Tiny things in computer applications that make you want to stab the designers with a rusty spoon

The Office Ribbon. Look, if the Mac version of Office still gives me the menu, why can’t the lame Windows version?

Dialog boxes that assume you’ve read all the documentation (if any exists) and/or know the application like the back of your goddam hand.

(Attention signal: doink) I have to go to the what? The framistan panel? Wha where huh fuck? Oh, it’s this little bitty thing two screens back and three menus deep? Shit! Now I’ve lost all the data I typed in on whatever the fuck page I was before. Holy fucking shitcocks. Why can’t developers pull their heads out of their fucking assholes?

This was the core of my first thoughts when I first saw the thread title.

I should be able to use an app without ever having to touch the mouse using hot keys and tab. It’s especially annoying since I’m a programmer myself and know that most of the functionality for this is written into the language. Want a hot key? Put an & in front of the letter you want. &File is displayed as File and Alt-F pops it right up for you. No special coding required. Don’t make me slap you with a keyboard.

Which leads to the second half. Tab order. Hitting tab should take me to the next logical field. Not to the next field the programmer added to the form. Again, functionality provided by the platform. Just update the value in the ‘tab order’ property.

This may be a fault of the server rather than the program. Many menus are contextual and are built on the fly based on other information you’ve put in. If the server is overworked or just outdated. So while it could be poor coding, I’d be more likely to suspect the server or network.

I use this “feature” to my benefit. If a website won’t let me close the screen by clicking X, or gives me that nag screen, I’m not going back unless that’s the only way I can get a desperately needed liver transplant.

This unfortunately only works if the list doesn’t include territories or other geographical oddities. I know I just have to hit MMMMM to get to MN on a 50-state list, but sometimes they throw in the Marshall Islands and it screws me all up.

Yeah, or when it all goes into a single field and they make you put in whichever punctuation they think is pretty (555-555-5555, 555.555.5555, etc.). I almost always enter numbers using the keypad and I don’t have the operands down 100% and it pisses me off to have to think about it. Why can’t I just put in the numbers and the software puts in the punctuation? Same with date fields. Don’t make me pick it from a tiny little calendar or type in the slashes or hyphens; just let me put in the digits and you format it to your liking.

Oh yeah, and fields that are case-specific but do not tell you they’re case-specific make me want to fill them all with cuss words.

Depends on the trackpad driver in Windows. Some allow more control and tweaking than others.

Oh the ribbon. I’ve been using Office 2007 for nearly three years now and I still hate the bloody ribbon. I don’t need a great thick swathe of the screen stolen by a bunch of patronising touchy-feely icons (sure, I know you can show and hide it at will, but that’s then additional clicking).
I also find the grouping of the functions arbitrary and infuriating. For example: Powerpoint - want to insert a new slide? - it’ll be somewhere in the INSERT tab, right? No. It’s bloody not.

Every laptop I’ve used I’ve been able to turn all of that off…though to be fair, I’m mostly referring to “tap to click” (oh,how I hate ‘tap to click.’)

The only laptop I’ve used recently and frequently enough, that’s also new enough to have ‘2-finger scrolling’, or a scroll bar on the side, is my personal one. And I know it’s touchpad drivers allow any and all features to be turned off, or have the sensitivity changed, etc…

My software peeve is related to my phone. I have an Android phone, and i really, really hate lazy ports of iOS programs. The biggest offender is Popcap. All of their games run like shit on ALL Android phones, are MASSIVE in size to what they need to be, and all because they did a shitty port of the iOS versions rather than start from scratch, or at least closer to scratch.

Another big clue that it’s a shitty port is if the ‘menu’ button on the phone does nothing. Since iOS programs only need to recognize a few buttons (volume up/down and home,) they have all the menu buttons on screen…ok, that’s fine, I don’t mind if it’s on screen, but I’m used to hitting the menu button on the phone itself, so is it so hard to add one freakin’ line of code that has that button do the same thing on the on-screen menu?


Repeat the records below exactly, leaving out any pictures.

:: Information supplied

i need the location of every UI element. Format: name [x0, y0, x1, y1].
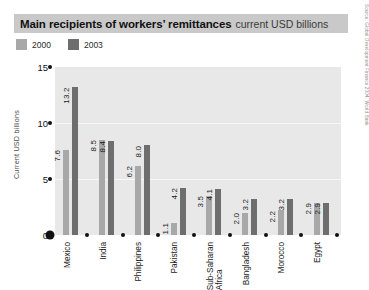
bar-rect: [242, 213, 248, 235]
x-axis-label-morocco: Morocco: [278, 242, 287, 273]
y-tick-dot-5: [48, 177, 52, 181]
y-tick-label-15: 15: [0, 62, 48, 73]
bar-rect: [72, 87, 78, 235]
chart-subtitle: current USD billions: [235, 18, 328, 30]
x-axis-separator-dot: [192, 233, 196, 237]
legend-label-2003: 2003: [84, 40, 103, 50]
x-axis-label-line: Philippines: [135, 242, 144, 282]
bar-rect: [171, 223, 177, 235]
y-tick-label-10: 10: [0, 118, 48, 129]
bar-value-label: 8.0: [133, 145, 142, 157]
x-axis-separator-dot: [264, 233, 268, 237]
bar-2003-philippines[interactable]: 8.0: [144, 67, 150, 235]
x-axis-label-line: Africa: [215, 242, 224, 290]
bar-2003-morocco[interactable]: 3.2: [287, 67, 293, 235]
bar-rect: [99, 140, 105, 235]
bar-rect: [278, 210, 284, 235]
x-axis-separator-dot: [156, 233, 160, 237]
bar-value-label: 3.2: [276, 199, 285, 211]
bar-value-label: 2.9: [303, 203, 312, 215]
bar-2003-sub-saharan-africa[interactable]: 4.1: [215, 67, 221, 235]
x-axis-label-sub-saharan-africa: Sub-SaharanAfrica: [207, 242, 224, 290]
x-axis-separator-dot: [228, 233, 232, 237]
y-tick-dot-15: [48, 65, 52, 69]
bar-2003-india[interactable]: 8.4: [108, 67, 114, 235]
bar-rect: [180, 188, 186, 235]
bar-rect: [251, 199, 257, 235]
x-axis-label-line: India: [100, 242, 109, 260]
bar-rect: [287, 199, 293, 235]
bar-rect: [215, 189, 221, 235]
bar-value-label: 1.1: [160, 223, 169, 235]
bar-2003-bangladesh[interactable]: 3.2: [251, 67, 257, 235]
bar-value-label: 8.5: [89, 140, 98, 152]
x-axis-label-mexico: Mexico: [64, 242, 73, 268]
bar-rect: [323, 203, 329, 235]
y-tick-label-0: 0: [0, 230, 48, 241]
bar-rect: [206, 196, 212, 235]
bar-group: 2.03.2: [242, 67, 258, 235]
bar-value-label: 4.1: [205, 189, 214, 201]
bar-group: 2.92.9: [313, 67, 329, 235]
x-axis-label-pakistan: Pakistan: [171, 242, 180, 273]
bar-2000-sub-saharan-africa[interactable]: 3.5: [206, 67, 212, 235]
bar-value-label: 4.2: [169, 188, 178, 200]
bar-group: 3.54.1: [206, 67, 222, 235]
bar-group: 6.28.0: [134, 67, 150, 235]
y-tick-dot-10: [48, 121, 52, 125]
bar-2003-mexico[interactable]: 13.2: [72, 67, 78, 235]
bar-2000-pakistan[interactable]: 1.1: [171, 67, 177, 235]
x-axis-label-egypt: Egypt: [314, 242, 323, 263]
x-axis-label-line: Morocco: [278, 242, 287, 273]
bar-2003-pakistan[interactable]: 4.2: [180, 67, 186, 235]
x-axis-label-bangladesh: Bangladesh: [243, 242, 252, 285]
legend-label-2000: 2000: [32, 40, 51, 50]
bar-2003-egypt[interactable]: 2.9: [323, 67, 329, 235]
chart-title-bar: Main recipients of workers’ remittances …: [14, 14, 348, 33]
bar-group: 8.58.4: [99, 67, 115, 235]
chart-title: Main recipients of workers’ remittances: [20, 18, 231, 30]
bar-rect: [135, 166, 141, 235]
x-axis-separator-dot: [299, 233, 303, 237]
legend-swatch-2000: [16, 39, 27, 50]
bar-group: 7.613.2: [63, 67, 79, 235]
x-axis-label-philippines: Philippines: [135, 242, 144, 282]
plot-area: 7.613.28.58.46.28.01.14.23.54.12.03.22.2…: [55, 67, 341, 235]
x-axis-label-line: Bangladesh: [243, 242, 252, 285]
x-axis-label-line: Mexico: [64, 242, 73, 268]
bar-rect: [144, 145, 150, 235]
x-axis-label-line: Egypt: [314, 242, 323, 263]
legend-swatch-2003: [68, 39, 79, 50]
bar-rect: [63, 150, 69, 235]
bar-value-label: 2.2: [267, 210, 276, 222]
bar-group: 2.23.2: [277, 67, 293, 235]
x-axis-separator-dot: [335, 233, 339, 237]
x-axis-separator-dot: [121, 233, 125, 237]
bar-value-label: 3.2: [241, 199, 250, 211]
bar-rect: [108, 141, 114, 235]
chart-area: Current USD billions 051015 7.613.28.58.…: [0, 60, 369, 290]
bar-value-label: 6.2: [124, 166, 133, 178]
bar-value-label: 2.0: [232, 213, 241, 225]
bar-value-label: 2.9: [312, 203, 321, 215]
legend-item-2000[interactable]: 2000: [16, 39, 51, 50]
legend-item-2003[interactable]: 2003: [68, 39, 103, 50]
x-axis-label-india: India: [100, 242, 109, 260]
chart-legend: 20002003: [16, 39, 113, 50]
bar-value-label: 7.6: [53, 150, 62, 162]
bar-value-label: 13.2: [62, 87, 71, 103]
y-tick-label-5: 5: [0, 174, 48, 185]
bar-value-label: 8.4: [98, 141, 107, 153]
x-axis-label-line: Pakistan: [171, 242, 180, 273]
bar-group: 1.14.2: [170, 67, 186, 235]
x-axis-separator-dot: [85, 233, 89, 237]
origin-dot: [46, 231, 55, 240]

::::

* _Solution to this exercise_
i need the location of every UI element. Format: name [x0, y0, x1, y1].
bar-rect: [242, 213, 248, 235]
x-axis-label-morocco: Morocco: [278, 242, 287, 273]
y-tick-dot-5: [48, 177, 52, 181]
y-tick-label-15: 15: [0, 62, 48, 73]
bar-rect: [72, 87, 78, 235]
chart-subtitle: current USD billions: [235, 18, 328, 30]
x-axis-separator-dot: [192, 233, 196, 237]
legend-label-2003: 2003: [84, 40, 103, 50]
x-axis-label-line: Philippines: [135, 242, 144, 282]
bar-rect: [171, 223, 177, 235]
y-tick-label-10: 10: [0, 118, 48, 129]
bar-value-label: 8.0: [133, 145, 142, 157]
x-axis-separator-dot: [264, 233, 268, 237]
bar-2003-philippines[interactable]: 8.0: [144, 67, 150, 235]
x-axis-label-line: Africa: [215, 242, 224, 290]
bar-2003-morocco[interactable]: 3.2: [287, 67, 293, 235]
bar-rect: [99, 140, 105, 235]
bar-rect: [278, 210, 284, 235]
x-axis-separator-dot: [156, 233, 160, 237]
bar-value-label: 3.2: [276, 199, 285, 211]
bar-value-label: 2.9: [303, 203, 312, 215]
bar-2003-sub-saharan-africa[interactable]: 4.1: [215, 67, 221, 235]
x-axis-label-sub-saharan-africa: Sub-SaharanAfrica: [207, 242, 224, 290]
x-axis-separator-dot: [228, 233, 232, 237]
y-tick-dot-15: [48, 65, 52, 69]
bar-2003-india[interactable]: 8.4: [108, 67, 114, 235]
bar-rect: [180, 188, 186, 235]
bar-rect: [251, 199, 257, 235]
x-axis-label-line: India: [100, 242, 109, 260]
bar-rect: [287, 199, 293, 235]
bar-rect: [215, 189, 221, 235]
bar-value-label: 1.1: [160, 223, 169, 235]
bar-2003-bangladesh[interactable]: 3.2: [251, 67, 257, 235]
bar-value-label: 8.5: [89, 140, 98, 152]
x-axis-label-mexico: Mexico: [64, 242, 73, 268]
bar-rect: [323, 203, 329, 235]
y-tick-label-0: 0: [0, 230, 48, 241]
bar-rect: [206, 196, 212, 235]
bar-group: 2.03.2: [242, 67, 258, 235]
bar-value-label: 4.1: [205, 189, 214, 201]
bar-group: 2.92.9: [313, 67, 329, 235]
x-axis-label-pakistan: Pakistan: [171, 242, 180, 273]
bar-2000-sub-saharan-africa[interactable]: 3.5: [206, 67, 212, 235]
bar-value-label: 4.2: [169, 188, 178, 200]
bar-group: 3.54.1: [206, 67, 222, 235]
bar-group: 6.28.0: [134, 67, 150, 235]
y-tick-dot-10: [48, 121, 52, 125]
bar-2003-mexico[interactable]: 13.2: [72, 67, 78, 235]
bar-2000-pakistan[interactable]: 1.1: [171, 67, 177, 235]
x-axis-label-egypt: Egypt: [314, 242, 323, 263]
x-axis-label-line: Morocco: [278, 242, 287, 273]
bar-2003-pakistan[interactable]: 4.2: [180, 67, 186, 235]
x-axis-label-bangladesh: Bangladesh: [243, 242, 252, 285]
legend-label-2000: 2000: [32, 40, 51, 50]
bar-2003-egypt[interactable]: 2.9: [323, 67, 329, 235]
chart-title-bar: Main recipients of workers’ remittances …: [14, 14, 348, 33]
bar-group: 8.58.4: [99, 67, 115, 235]
chart-title: Main recipients of workers’ remittances: [20, 18, 231, 30]
bar-rect: [135, 166, 141, 235]
x-axis-separator-dot: [299, 233, 303, 237]
legend-swatch-2000: [16, 39, 27, 50]
bar-group: 7.613.2: [63, 67, 79, 235]
x-axis-label-philippines: Philippines: [135, 242, 144, 282]
plot-area: 7.613.28.58.46.28.01.14.23.54.12.03.22.2…: [55, 67, 341, 235]
x-axis-label-line: Bangladesh: [243, 242, 252, 285]
x-axis-label-line: Mexico: [64, 242, 73, 268]
bar-rect: [144, 145, 150, 235]
x-axis-label-line: Egypt: [314, 242, 323, 263]
legend-swatch-2003: [68, 39, 79, 50]
bar-rect: [63, 150, 69, 235]
bar-value-label: 2.2: [267, 210, 276, 222]
bar-group: 2.23.2: [277, 67, 293, 235]
x-axis-separator-dot: [335, 233, 339, 237]
x-axis-separator-dot: [121, 233, 125, 237]
bar-value-label: 3.2: [241, 199, 250, 211]
bar-rect: [108, 141, 114, 235]
chart-area: Current USD billions 051015 7.613.28.58.…: [0, 60, 369, 290]
bar-value-label: 6.2: [124, 166, 133, 178]
bar-value-label: 2.0: [232, 213, 241, 225]
bar-value-label: 2.9: [312, 203, 321, 215]
legend-item-2000[interactable]: 2000: [16, 39, 51, 50]
legend-item-2003[interactable]: 2003: [68, 39, 103, 50]
x-axis-label-india: India: [100, 242, 109, 260]
chart-legend: 20002003: [16, 39, 113, 50]
bar-value-label: 7.6: [53, 150, 62, 162]
bar-value-label: 13.2: [62, 87, 71, 103]
y-tick-label-5: 5: [0, 174, 48, 185]
bar-value-label: 8.4: [98, 141, 107, 153]
x-axis-label-line: Pakistan: [171, 242, 180, 273]
bar-group: 1.14.2: [170, 67, 186, 235]
x-axis-separator-dot: [85, 233, 89, 237]
origin-dot: [46, 231, 55, 240]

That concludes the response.